What do you expect in return for your subscription? Or do you support the BMC just because you think that it’s a worthy cause?
Let’s consider three recent calls on access volunteers. After heavy rains earlier in the year, access to one crag was affected when a footbridge got washed away - what was the BMC doing about it? Crossing the stream higher up by boulder hopping was the simple answer - we don’t keep a stock of footbridges.
Then there were complaints of trundling rocks from the top of the crag - and with good cause. But how does the BMC police the tops of crags 24/7? Finally, trial bikers, with no right to be there, were intruding at a climbing venue where we have no right to climb. Should we have been better placed to respond to these incidents? Was the expectation that we should have been able to do anything about them unrealistic?
Next, tree felling and keeping routes clear of vegetation. When people climbed trad routes more frequently, no one needed to worry about routes overgrowing; it was something that looked after itself. Is it really the BMC’s problem that you cannot see Fang Left Hand / Molar any more for all the ivy?
Then what about in-situ gear and abseil stakes? There are no more than a couple of venues in the country where the BMC installed them to start with. But now should it be the BMC’s role to maintain them, wherever they are? And if it were, should the BMC also charge for their use, much in the same way that climbing walls charge?
The BMC access team cannot do absolutely everything. Perhaps the problem is the examples are very evident things, which directly affect members, who want to go climbing when and where they choose. Conversely much of what the BMC does is not so immediately apparent, even if at a more strategic level it is of far greater benefit. Like all the lobbying on CRoW, or work on provisional maps, or negotiating access during foot and mouth, on coastal access in England and Wales. Days spent working with others on Rights of Way Improvement Plans will directly affect all hill walking members. The effort is unseen, as is championing the cause for better funding for National Parks, whose costs have to be met somehow - or should our subscriptions be increased to help upkeep of places where we like to play?
We cannot take everything for granted and expect whatever we want to happen as if by magic. So, have we got our priorities right? And if not, how should we change them? One thing’s for sure, the amount that access representatives can do for fellow climbers and walkers is inevitably limited by the number of people who volunteer to help. Can we count on seeing you at the next crag clean up?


• Task statement
Go through the records below and show every line with the string "track".
• • • •
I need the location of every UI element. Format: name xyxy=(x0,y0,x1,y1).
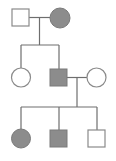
individual-II-3-unaffected-female xyxy=(87,68,106,87)
individual-III-3-unaffected-male xyxy=(88,130,105,147)
individual-II-1-unaffected-female xyxy=(12,68,31,87)
pedigree-chart xyxy=(0,0,116,161)
individual-I-2-affected-female xyxy=(50,8,70,28)
individual-II-2-affected-male xyxy=(50,69,67,86)
individual-I-1-unaffected-male xyxy=(12,9,29,26)
individual-III-1-affected-female xyxy=(12,129,31,148)
individual-III-2-affected-male xyxy=(50,130,67,147)
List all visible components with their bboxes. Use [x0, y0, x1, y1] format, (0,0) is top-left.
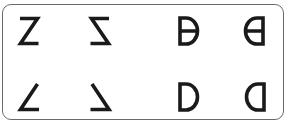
glyph-z-normal: Letter Z, normal orientation: [20, 19, 39, 44]
glyph-d-normal: Letter D, normal orientation: [180, 84, 197, 110]
glyph-d-bar: Letter D with horizontal middle bar: [180, 18, 198, 44]
glyph-grid: Letter Z, normal orientation Letter Z, h…: [0, 0, 289, 127]
glyph-z-no-top-mirrored: Mirrored Z missing its top stroke: [91, 84, 110, 110]
glyph-z-no-top: Letter Z missing its top stroke: [21, 84, 40, 110]
glyph-z-mirrored: Letter Z, horizontally mirrored: [91, 19, 110, 44]
glyph-d-bar-mirrored: Letter D with middle bar, horizontally m…: [246, 18, 264, 44]
glyph-d-mirrored: Letter D, horizontally mirrored: [247, 84, 264, 110]
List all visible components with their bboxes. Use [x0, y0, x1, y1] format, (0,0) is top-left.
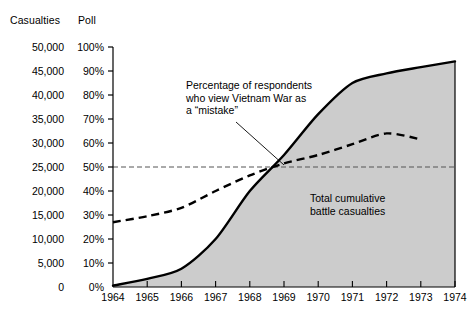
left-axis-tick-label: 20,000 — [2, 186, 64, 197]
x-axis-tick-label: 1974 — [435, 291, 470, 303]
right-axis-tick-label: 10% — [66, 258, 104, 269]
right-axis-tick-label: 60% — [66, 138, 104, 149]
left-axis-tick-label: 50,000 — [2, 42, 64, 53]
right-axis-tick-label: 100% — [66, 42, 104, 53]
left-axis-tick-label: 25,000 — [2, 162, 64, 173]
right-axis-tick-label: 30% — [66, 210, 104, 221]
left-axis-tick-label: 40,000 — [2, 90, 64, 101]
right-axis-tick-label: 20% — [66, 234, 104, 245]
right-axis-tick-label: 80% — [66, 90, 104, 101]
right-axis-tick-label: 50% — [66, 162, 104, 173]
area-annotation: Total cumulative battle casualties — [310, 192, 385, 217]
y-axis-ticks — [108, 47, 113, 263]
left-axis-tick-label: 0 — [2, 282, 64, 293]
left-axis-tick-label: 35,000 — [2, 114, 64, 125]
right-axis-tick-label: 40% — [66, 186, 104, 197]
annotation-leader-line — [236, 122, 284, 165]
left-axis-tick-label: 15,000 — [2, 210, 64, 221]
left-axis-tick-label: 5,000 — [2, 258, 64, 269]
right-axis-tick-label: 70% — [66, 114, 104, 125]
left-axis-tick-label: 10,000 — [2, 234, 64, 245]
left-axis-tick-label: 45,000 — [2, 66, 64, 77]
right-axis-tick-label: 90% — [66, 66, 104, 77]
left-axis-tick-label: 30,000 — [2, 138, 64, 149]
poll-line-annotation: Percentage of respondents who view Vietn… — [186, 79, 312, 117]
vietnam-casualties-poll-chart: Casualties Poll 05,00010,00015,00020,000… — [0, 0, 470, 315]
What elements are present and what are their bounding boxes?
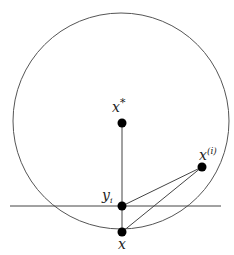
point-x-star [118, 119, 127, 128]
diagram: x* x(i) yi x [0, 0, 234, 255]
label-x-star: x* [112, 96, 126, 115]
point-y-i [118, 202, 127, 211]
point-x-i [198, 163, 207, 172]
label-x-i: x(i) [199, 146, 217, 163]
label-x: x [118, 236, 126, 252]
label-y-i: yi [101, 187, 113, 205]
segment-yi-xi [122, 167, 202, 206]
segment-x-xi [122, 167, 202, 232]
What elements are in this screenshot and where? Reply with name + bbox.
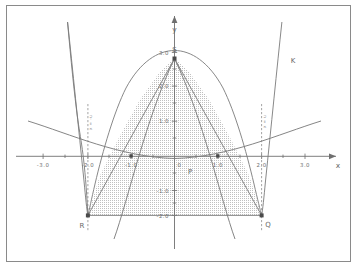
point-label-s: S — [172, 46, 177, 54]
x-tick-label-6: 3.0 — [300, 162, 310, 168]
point-label-q: Q — [265, 221, 271, 229]
y-tick-label-3: -1.0 — [156, 188, 169, 194]
marker-point-q — [260, 213, 264, 217]
dashed-line-label-left: x = -u — [88, 115, 93, 130]
marker-point-r — [86, 213, 90, 217]
y-axis-label: y — [172, 25, 177, 34]
y-tick-label-1: 2.0 — [159, 83, 169, 89]
plot-area: -3.0 -2.0 -1.0 0 1.0 2.0 3.0 3.0 2.0 1.0… — [0, 0, 358, 269]
y-axis-arrow — [172, 16, 178, 23]
figure-container: -3.0 -2.0 -1.0 0 1.0 2.0 3.0 3.0 2.0 1.0… — [0, 0, 358, 269]
curve-label-k: K — [291, 57, 296, 65]
x-tick-label-4: 1.0 — [213, 162, 223, 168]
x-tick-label-2: -1.0 — [125, 162, 138, 168]
x-tick-label-0: -3.0 — [37, 162, 50, 168]
x-tick-label-1: -2.0 — [82, 162, 95, 168]
marker-point-s — [173, 57, 177, 61]
function-plot-svg: -3.0 -2.0 -1.0 0 1.0 2.0 3.0 3.0 2.0 1.0… — [0, 0, 358, 269]
y-tick-label-0: 3.0 — [159, 50, 169, 56]
x-tick-label-5: 2.0 — [257, 162, 267, 168]
y-tick-label-4: -2.0 — [156, 213, 169, 219]
dashed-line-label-right: x = u — [262, 115, 267, 128]
point-label-r: R — [80, 222, 85, 230]
x-axis-label: x — [336, 161, 341, 170]
x-tick-label-3: 0 — [178, 162, 182, 168]
marker-point-origin-left — [129, 154, 132, 157]
marker-point-origin-right — [216, 154, 219, 157]
point-label-p: P — [188, 168, 192, 176]
y-tick-label-2: 1.0 — [159, 118, 169, 124]
x-axis-arrow — [329, 153, 336, 159]
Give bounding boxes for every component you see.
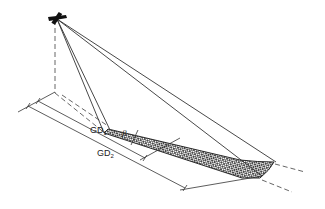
ground-track-far-1 bbox=[275, 164, 305, 172]
beta-label: β bbox=[121, 128, 127, 138]
gd2-tick-end bbox=[183, 185, 187, 191]
ray-far-2 bbox=[57, 19, 276, 162]
diagram-canvas: GD1 GD2 β bbox=[0, 0, 325, 209]
ray-near-1 bbox=[57, 19, 104, 133]
ray-near-2 bbox=[57, 19, 110, 130]
gd1-tick-start bbox=[36, 98, 40, 104]
ground-track-far-2 bbox=[262, 180, 292, 192]
diagram-figure: GD1 GD2 β bbox=[0, 0, 325, 209]
ray-far-1 bbox=[57, 19, 262, 176]
swath bbox=[104, 129, 274, 178]
gd2-ext bbox=[180, 176, 262, 190]
dim-ext-origin bbox=[18, 92, 55, 112]
gd1-label: GD1 bbox=[90, 125, 108, 136]
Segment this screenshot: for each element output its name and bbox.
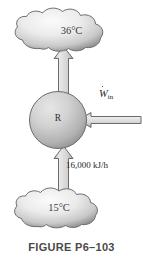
- thermodynamic-cycle-figure: 36°C R 15°C 16,000 kJ/h Win FIGURE P6–10…: [0, 0, 143, 268]
- cold-reservoir-temperature-label: 15°C: [0, 203, 118, 214]
- arrow-up-icon-heat-rejected: [54, 47, 73, 96]
- work-input-label: Win: [99, 89, 113, 101]
- work-symbol-letter: W: [99, 88, 108, 99]
- device-label: R: [0, 114, 116, 124]
- work-symbol: W: [99, 89, 108, 100]
- hot-reservoir-temperature-label: 36°C: [0, 26, 143, 37]
- heat-input-rate-label: 16,000 kJ/h: [66, 161, 108, 170]
- figure-caption: FIGURE P6–103: [0, 241, 143, 253]
- work-symbol-subscript: in: [108, 93, 114, 101]
- figure-graphics: [0, 0, 143, 268]
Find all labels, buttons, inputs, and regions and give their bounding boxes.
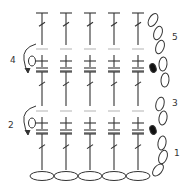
double-crochet-symbol	[84, 134, 96, 170]
row-label-5: 5	[172, 32, 178, 42]
double-crochet-symbol	[60, 13, 72, 45]
single-crochet-symbol	[108, 111, 120, 133]
chain-stitch	[158, 110, 168, 125]
chain-stitch	[157, 135, 167, 150]
single-crochet-symbol	[36, 49, 48, 71]
single-crochet-symbol	[108, 49, 120, 71]
stitch-grid	[36, 13, 144, 170]
double-crochet-symbol	[132, 13, 144, 45]
slip-stitch	[149, 63, 158, 74]
chain-stitch	[54, 172, 78, 181]
arrowhead-icon	[25, 130, 30, 135]
foundation-chain	[30, 172, 150, 181]
chain-stitch	[150, 162, 165, 178]
double-crochet-symbol	[36, 134, 48, 170]
single-crochet-symbol	[132, 111, 144, 133]
double-crochet-symbol	[36, 13, 48, 45]
chain-stitch	[78, 172, 102, 181]
double-crochet-symbol	[60, 72, 72, 106]
chain-stitch	[29, 118, 36, 128]
turn-arrow	[24, 44, 36, 72]
single-crochet-symbol	[60, 49, 72, 71]
chain-stitch	[102, 172, 126, 181]
slip-stitch	[149, 125, 158, 136]
single-crochet-symbol	[36, 111, 48, 133]
double-crochet-symbol	[84, 72, 96, 106]
row-label-4: 4	[10, 55, 16, 65]
double-crochet-symbol	[60, 134, 72, 170]
double-crochet-symbol	[108, 13, 120, 45]
chain-stitch	[30, 172, 54, 181]
chain-stitch	[29, 56, 36, 66]
chain-stitch	[154, 96, 165, 112]
turn-arrows	[24, 44, 36, 135]
double-crochet-symbol	[108, 72, 120, 106]
single-crochet-symbol	[84, 111, 96, 133]
chain-stitch	[160, 73, 169, 88]
double-crochet-symbol	[36, 72, 48, 106]
single-crochet-symbol	[132, 49, 144, 71]
double-crochet-symbol	[108, 134, 120, 170]
crochet-chart	[0, 0, 190, 190]
turning-chains	[146, 12, 170, 178]
chain-stitch	[146, 12, 160, 28]
single-crochet-symbol	[84, 49, 96, 71]
double-crochet-symbol	[132, 134, 144, 170]
chain-stitch	[126, 172, 150, 181]
row-label-1: 1	[174, 148, 180, 158]
double-crochet-symbol	[84, 13, 96, 45]
double-crochet-symbol	[132, 72, 144, 106]
chain-stitch	[154, 39, 166, 55]
single-crochet-symbol	[60, 111, 72, 133]
chain-stitch	[152, 25, 164, 41]
row-label-2: 2	[8, 120, 14, 130]
turn-arrow	[24, 106, 36, 134]
row-label-3: 3	[172, 98, 178, 108]
chain-stitch	[157, 149, 169, 165]
arrowhead-icon	[25, 68, 30, 73]
chain-stitch	[158, 57, 167, 72]
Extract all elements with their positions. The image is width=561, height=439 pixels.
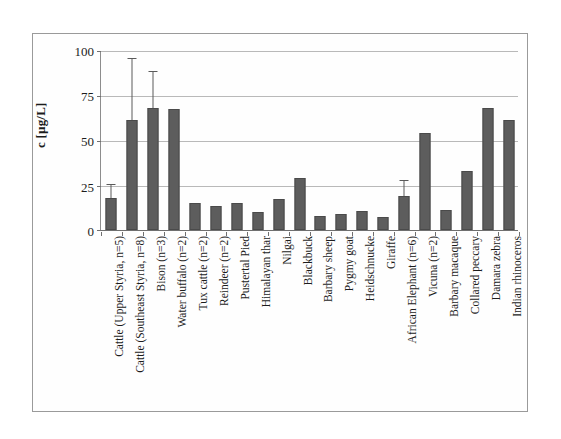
x-axis-label: Tux cattle (n=2) bbox=[198, 236, 210, 310]
x-axis-label: Cattle (Upper Styria, n=5) bbox=[114, 236, 126, 357]
bar-group bbox=[498, 51, 519, 230]
bar[interactable] bbox=[315, 216, 326, 230]
x-axis-label: Barbary sheep bbox=[323, 236, 335, 302]
bar-group bbox=[456, 51, 477, 230]
y-tick-label-75: 75 bbox=[52, 90, 94, 103]
bar-group bbox=[164, 51, 185, 230]
bar[interactable] bbox=[231, 203, 242, 230]
bar[interactable] bbox=[419, 133, 430, 230]
bar-group bbox=[247, 51, 268, 230]
bar[interactable] bbox=[336, 214, 347, 230]
y-tick-mark-0 bbox=[97, 230, 101, 231]
x-axis-label: Collared peccary bbox=[470, 236, 482, 314]
x-axis-label: Water buffalo (n=2) bbox=[177, 236, 189, 328]
bar-group bbox=[226, 51, 247, 230]
x-axis-label: Giraffe bbox=[386, 236, 398, 269]
bar[interactable] bbox=[482, 108, 493, 230]
bar[interactable] bbox=[148, 108, 159, 230]
bar[interactable] bbox=[169, 109, 180, 230]
error-bar-cap bbox=[400, 180, 409, 181]
bar-group bbox=[415, 51, 436, 230]
bar[interactable] bbox=[294, 178, 305, 230]
x-axis-label: Vicuna (n=2) bbox=[428, 236, 440, 297]
y-tick-label-100: 100 bbox=[52, 45, 94, 58]
bar[interactable] bbox=[252, 212, 263, 230]
bar-group bbox=[289, 51, 310, 230]
bar-group bbox=[373, 51, 394, 230]
bar-group bbox=[185, 51, 206, 230]
x-axis-label: Himalayan thar bbox=[261, 236, 273, 307]
error-bar bbox=[132, 59, 133, 120]
x-axis-label: Bison (n=3) bbox=[156, 236, 168, 291]
bar[interactable] bbox=[399, 196, 410, 230]
x-axis-category-labels: Cattle (Upper Styria, n=5)Cattle (Southe… bbox=[100, 236, 518, 406]
bar-group bbox=[310, 51, 331, 230]
bar-group bbox=[268, 51, 289, 230]
error-bar-cap bbox=[107, 184, 116, 185]
bar-group bbox=[101, 51, 122, 230]
y-axis-title: c [µg/L] bbox=[33, 68, 49, 148]
x-axis-label: Heidschnucke bbox=[365, 236, 377, 301]
bar-group bbox=[122, 51, 143, 230]
error-bar bbox=[404, 181, 405, 195]
error-bar bbox=[153, 72, 154, 108]
error-bar-cap bbox=[149, 71, 158, 72]
x-axis-label: Pustertal Pied bbox=[240, 236, 252, 300]
x-axis-label: Cattle (Southeast Styria, n=8) bbox=[135, 236, 147, 373]
x-axis-label: Reindeer (n=2) bbox=[219, 236, 231, 306]
bar[interactable] bbox=[273, 199, 284, 230]
x-axis-label: African Elephant (n=6) bbox=[407, 236, 419, 343]
y-tick-label-50: 50 bbox=[52, 135, 94, 148]
bar[interactable] bbox=[127, 120, 138, 230]
bar[interactable] bbox=[190, 203, 201, 230]
y-axis-tick-labels: 100 75 50 25 0 bbox=[52, 0, 94, 439]
y-tick-label-25: 25 bbox=[52, 181, 94, 194]
y-tick-label-0: 0 bbox=[52, 225, 94, 238]
x-axis-label: Indian rhinoceros bbox=[512, 236, 524, 317]
error-bar bbox=[111, 185, 112, 198]
bar[interactable] bbox=[503, 120, 514, 230]
bar-group bbox=[352, 51, 373, 230]
plot-area bbox=[100, 51, 518, 231]
bar[interactable] bbox=[357, 211, 368, 230]
bars-layer bbox=[101, 51, 518, 230]
bar[interactable] bbox=[210, 206, 221, 230]
bar-group bbox=[206, 51, 227, 230]
bar-group bbox=[331, 51, 352, 230]
bar[interactable] bbox=[106, 198, 117, 230]
bar-group bbox=[394, 51, 415, 230]
x-axis-label: Blackbuck bbox=[303, 236, 315, 285]
bar-group bbox=[477, 51, 498, 230]
bar[interactable] bbox=[461, 171, 472, 230]
error-bar-cap bbox=[128, 58, 137, 59]
x-axis-label: Barbary macaque bbox=[449, 236, 461, 317]
x-axis-label: Nilgai bbox=[282, 236, 294, 265]
x-axis-label: Damara zebra bbox=[491, 236, 503, 300]
bar[interactable] bbox=[378, 217, 389, 230]
bar-group bbox=[143, 51, 164, 230]
bar[interactable] bbox=[440, 210, 451, 230]
x-axis-label: Pygmy goat bbox=[344, 236, 356, 291]
bar-group bbox=[435, 51, 456, 230]
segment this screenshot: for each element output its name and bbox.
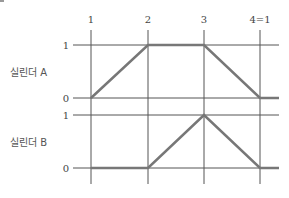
corner-artifact: [0, 0, 4, 2]
cylinder-b-label: 실린더 B: [10, 137, 47, 148]
step-label-3: 3: [201, 14, 207, 25]
displacement-step-diagram: 1 2 3 4=1 1 0 1 0 실린더 A 실린더 B: [0, 0, 289, 198]
cylinder-b-high-label: 1: [63, 110, 69, 121]
step-lines: [91, 30, 260, 184]
cylinder-a-low-label: 0: [63, 93, 69, 104]
cylinder-a-label: 실린더 A: [10, 67, 47, 78]
step-label-2: 2: [145, 14, 151, 25]
cylinder-b-trace: [91, 115, 279, 168]
step-label-1: 1: [88, 14, 94, 25]
cylinder-b-low-label: 0: [63, 163, 69, 174]
cylinder-a-high-label: 1: [63, 40, 69, 51]
level-lines: [73, 45, 279, 168]
cylinder-a-trace: [91, 45, 279, 98]
step-label-4: 4=1: [249, 14, 270, 25]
• • • •
• Task output
ground-track-far-1 bbox=[275, 164, 305, 172]
ground-track-far-2 bbox=[262, 180, 292, 192]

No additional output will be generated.